Only once folks know, without doubt, what a lemon they’ve got, can you start to sell a fix. Companies bringing tools to market that allow operators to understand and analyse their own energy performance data are our best friend. 😉
Three more suggestions for innovators in heat networks with a data slant:
NODA Systems of Sweden
http://www.noda.se/en/main
This company has been improving temperature management in existing buildings and actively managing load on existing heat networks for some time. NODA optimise, apartment block by apartment block, what COHEAT are doing apartment by apartment and radiator by radiator. They’ve matured a lot in the last 12-18 months, are now partnered with Schneider Electric, and fairly well positioned to dominate the large commercial/multi-family building market.

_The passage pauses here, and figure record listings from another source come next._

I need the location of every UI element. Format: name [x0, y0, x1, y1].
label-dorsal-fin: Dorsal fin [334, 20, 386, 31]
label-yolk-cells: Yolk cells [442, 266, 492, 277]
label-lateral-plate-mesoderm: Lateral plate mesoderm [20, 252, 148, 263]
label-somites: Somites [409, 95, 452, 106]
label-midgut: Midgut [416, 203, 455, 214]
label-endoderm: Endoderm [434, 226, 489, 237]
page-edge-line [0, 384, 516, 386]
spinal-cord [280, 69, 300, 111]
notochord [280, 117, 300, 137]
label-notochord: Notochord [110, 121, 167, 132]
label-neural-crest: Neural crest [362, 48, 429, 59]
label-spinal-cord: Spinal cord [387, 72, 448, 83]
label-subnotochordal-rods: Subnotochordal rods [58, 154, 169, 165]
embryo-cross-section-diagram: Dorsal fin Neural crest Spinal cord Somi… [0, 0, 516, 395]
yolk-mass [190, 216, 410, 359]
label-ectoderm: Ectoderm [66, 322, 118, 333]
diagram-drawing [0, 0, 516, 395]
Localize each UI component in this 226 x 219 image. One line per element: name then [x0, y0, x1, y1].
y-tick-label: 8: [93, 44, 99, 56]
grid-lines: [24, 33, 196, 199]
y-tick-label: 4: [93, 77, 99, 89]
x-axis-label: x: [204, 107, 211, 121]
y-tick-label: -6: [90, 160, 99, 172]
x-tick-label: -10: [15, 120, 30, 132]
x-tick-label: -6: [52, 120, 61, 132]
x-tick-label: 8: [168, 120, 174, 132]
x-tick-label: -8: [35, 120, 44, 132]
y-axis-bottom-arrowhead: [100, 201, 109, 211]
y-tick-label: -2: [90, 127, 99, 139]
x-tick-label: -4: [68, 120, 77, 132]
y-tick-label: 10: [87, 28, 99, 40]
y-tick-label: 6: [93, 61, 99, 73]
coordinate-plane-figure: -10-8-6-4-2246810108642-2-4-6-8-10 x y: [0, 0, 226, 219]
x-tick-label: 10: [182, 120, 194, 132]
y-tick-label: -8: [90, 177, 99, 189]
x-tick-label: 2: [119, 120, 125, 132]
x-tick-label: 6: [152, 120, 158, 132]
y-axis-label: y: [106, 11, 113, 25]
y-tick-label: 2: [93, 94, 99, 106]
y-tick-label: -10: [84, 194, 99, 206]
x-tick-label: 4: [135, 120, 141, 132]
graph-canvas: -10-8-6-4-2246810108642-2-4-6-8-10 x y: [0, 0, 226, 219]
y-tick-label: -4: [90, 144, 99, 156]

Thermal Integration of Sudbury
http://heatweb.co.uk/
Richard Hanson-Graville has been designing heat exchange hardware and heat networks for some time. Now partnered (part owned?) by Specflue, Thermal Integration are in the process of bringing networked HIUs to market. At present these provide reactive network wide hot water priority (curtailment of consumer requests for space heat) but the control/ data backbone is capable of more. Watch this space.
NordIQ
http://www.nordiq.se/
Peter Gummerus wrote the texbook on Swedish diversity. Ok, no, but he was the PhD student whose job it was to crank down the hot water power to apartment buildings until the telephones lit up with complaints. That data was then used by the SDHA to produce their diversity curves. He now provides ultra-smart whole-building HIUs for the multi-family buildings that form the bulk of Scandinavian residential DH connections, commissioning/balancing services for such buildings, and a whole host of related services.